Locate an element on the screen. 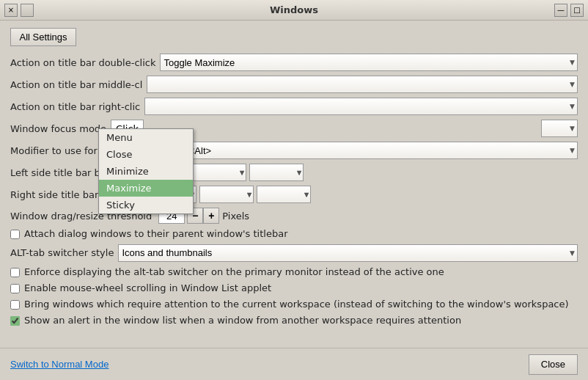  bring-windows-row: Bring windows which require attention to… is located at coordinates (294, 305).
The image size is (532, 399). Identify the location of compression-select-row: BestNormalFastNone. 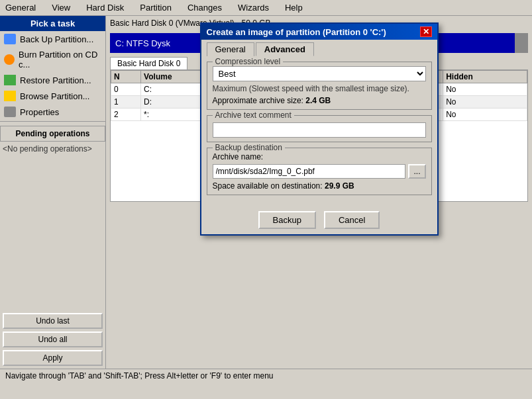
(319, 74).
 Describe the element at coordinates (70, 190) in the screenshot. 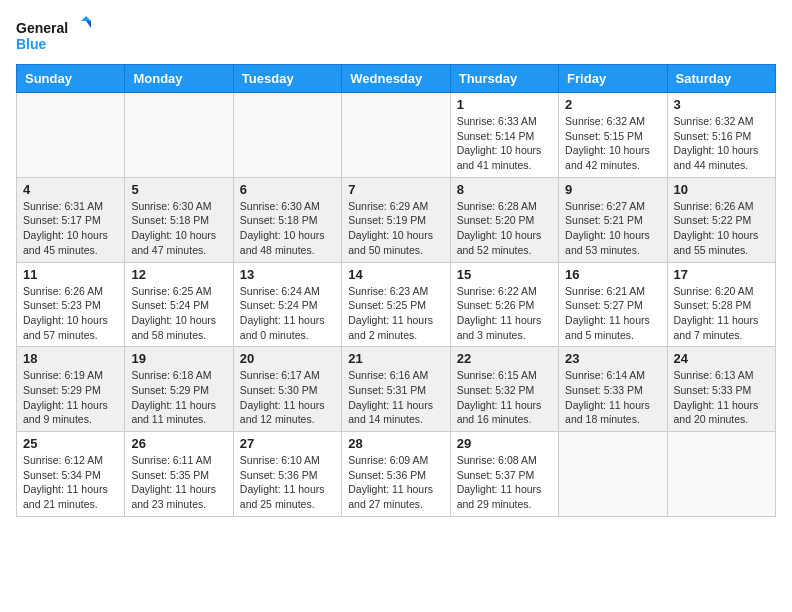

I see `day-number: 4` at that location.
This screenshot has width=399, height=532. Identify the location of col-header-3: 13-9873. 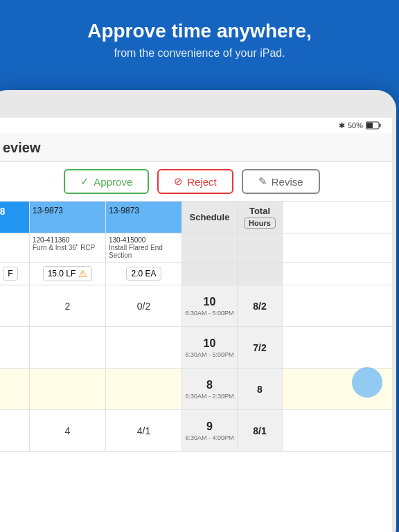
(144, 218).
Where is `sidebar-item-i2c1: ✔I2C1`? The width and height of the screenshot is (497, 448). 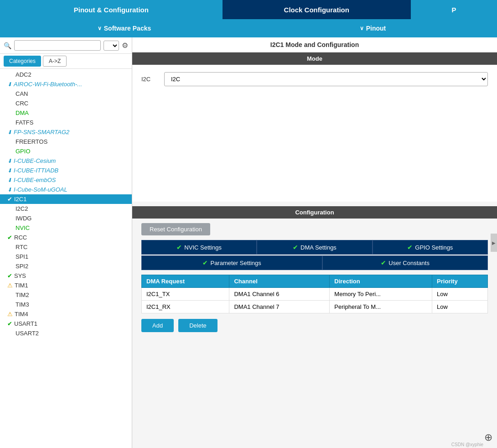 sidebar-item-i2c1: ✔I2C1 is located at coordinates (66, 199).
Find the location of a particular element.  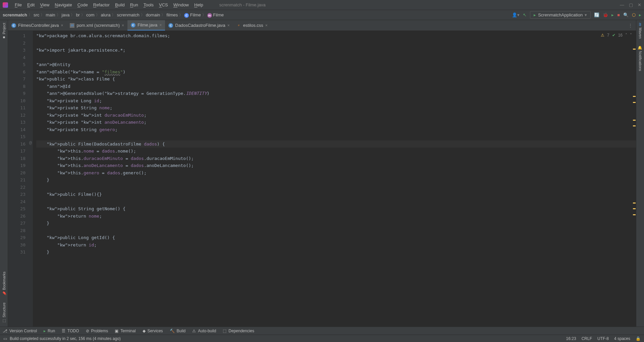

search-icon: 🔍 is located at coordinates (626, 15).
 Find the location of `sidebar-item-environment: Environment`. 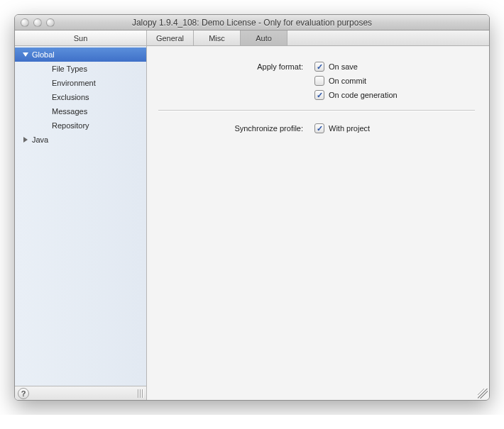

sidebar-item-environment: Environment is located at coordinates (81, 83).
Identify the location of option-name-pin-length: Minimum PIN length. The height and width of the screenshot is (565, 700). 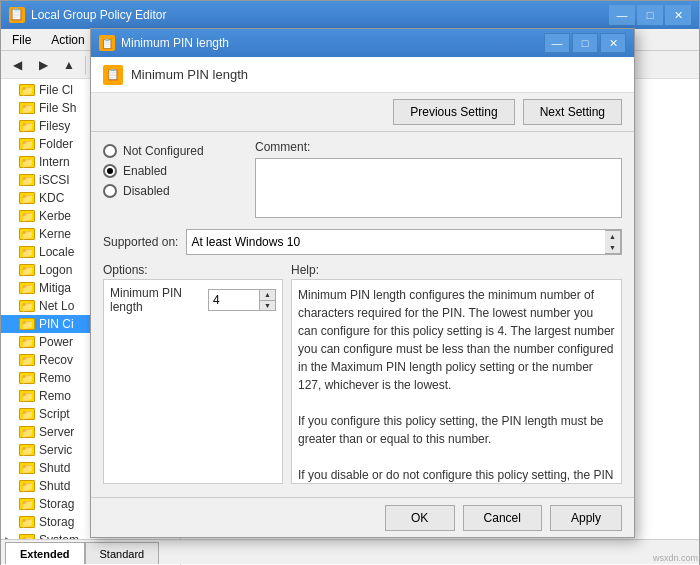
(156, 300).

* _Activity_:
The line containing "Find the location of a particular element." and every line after it, through the end of the data, are to be output exactly. Omit the pictures.

* _Task solution_:
Find the location of a particular element.  

search-icon: 🔍 is located at coordinates (626, 15).
 Find the location of `sidebar-item-environment: Environment`. 

sidebar-item-environment: Environment is located at coordinates (81, 83).
Identify the location of option-name-pin-length: Minimum PIN length. The height and width of the screenshot is (565, 700). 
(156, 300).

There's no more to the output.